We thank the great spiritual beings who have shared their wisdom.
We thank our ancestors who brought us to where we are now.
We are grateful for the opportunity to walk this planet,
to breathe the air,
to taste the food,
to experience sensations of a human body/mind,
to share in this wonder that is life.
We are grateful for the natural world that supports us,
for the community of humankind that enables us to do many wondrous things.
We are grateful that we are conscious,
that as intelligent beings we can reflect upon the many gifts we have been given."
Gag me. Danice says he should just hijack the whole thing and pray something of his own. It's grad, he's finished school ... what can they do to him?
What would you do?
Then they gave him the "school board approved" prayer... if it can even be called a prayer. Check this out:
"In the spirit of humility we give thanks for all that is.
We thank the great spiritual beings who have shared their wisdom.
We thank our ancestors who brought us to where we are now.
We are grateful for the opportunity to walk this planet,
to breathe the air,
to taste the food,
to experience sensations of a human body/mind,
to share in this wonder that is life.
We are grateful for the natural world that supports us,
for the community of humankind that enables us to do many wondrous things.
We are grateful that we are conscious,
that as intelligent beings we can reflect upon the many gifts we have been given."
Gag me. Danice says he should just hijack the whole thing and pray something of his own. It's grad, he's finished school ... what can they do to him?
What would you do?
Wednesday, April 02, 2008
I want U2 respond
I never was a big fan of "U2". I think it came from hearing too many Christians trying to "up" their cool factor by listening to them, and then discussing all their songs with each other, and making me feel insecure for not knowing their music. I developed negative associations to them. Plus, they were just too big. I didn't want to start liking them just because everyone else seemed to.
It's only this year that I came to my senses, through the musical influence of Danice. I finally fell in love with U2, first with "40", then "Where the Streets Have No Name," then "Sometimes You Can't Make it on Your Own," then "I Still Haven't Found What I'm Looking For", and many more. My admiration for them feels more authentic because it's taken time.

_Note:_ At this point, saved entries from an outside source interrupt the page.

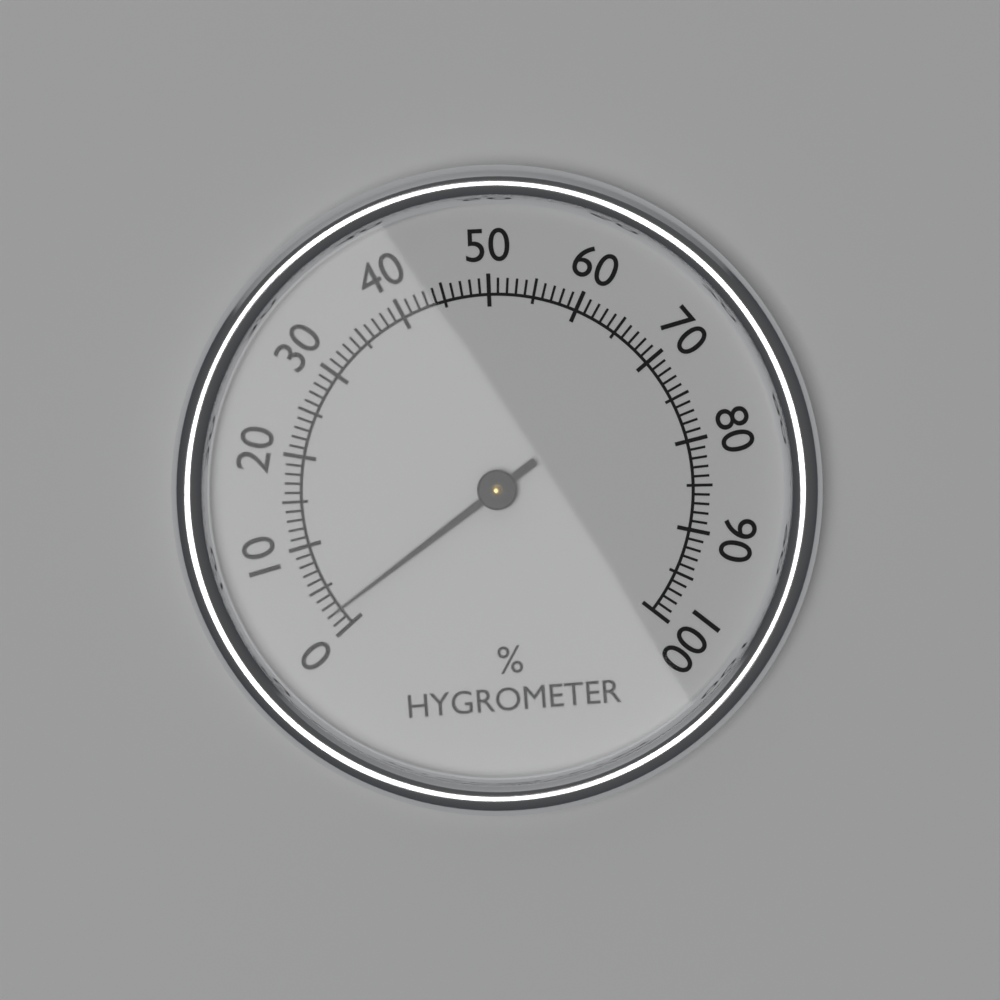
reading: 2 %
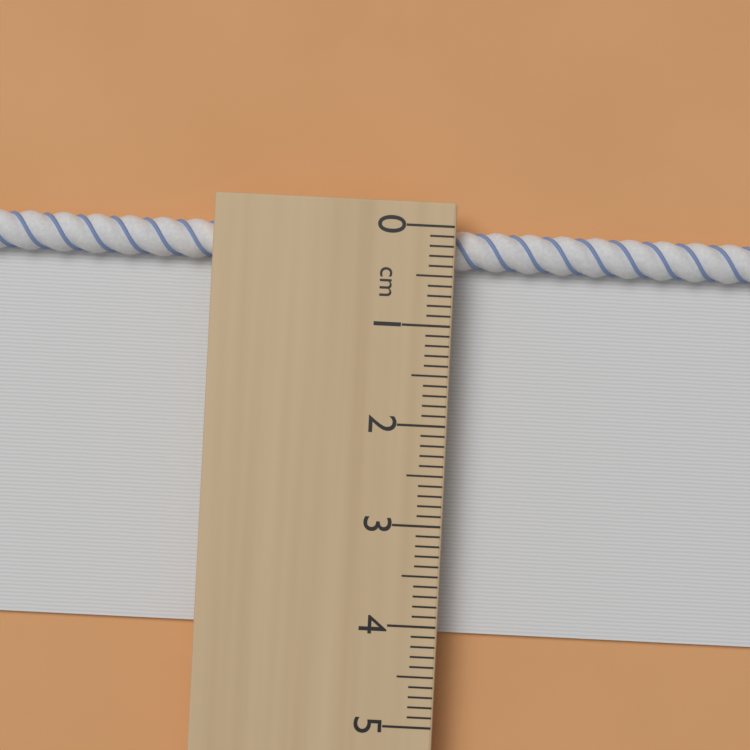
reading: 4.1 cm
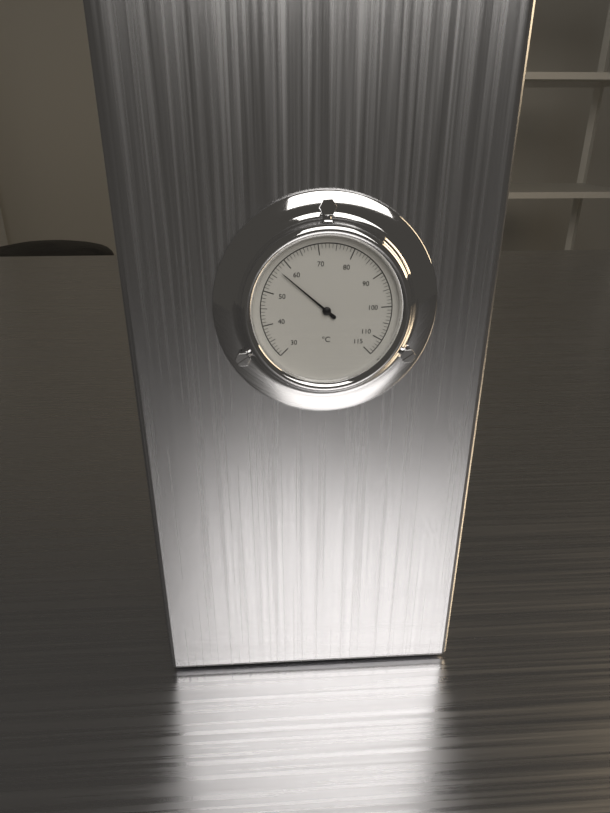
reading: 57 °C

Also, through Jodi's influence, we managed to work U2 songs into our Holy Saturday and Easter Sunday services at Kits Church this year.
So now I'm working U2 into school. I'm in the process of writing a paper for my Preaching and Worship class with this title: "What the Church can Learn from U2 about Worship". I'm reading some great books, but I'd love to have the input of anyone reading this blog. I'd especially like to hear from people who have attended their concerts. I've heard a lot of people say that this experience has been one of the most spiritual/religious experiences of their lives. Anyone want to give me some feedback?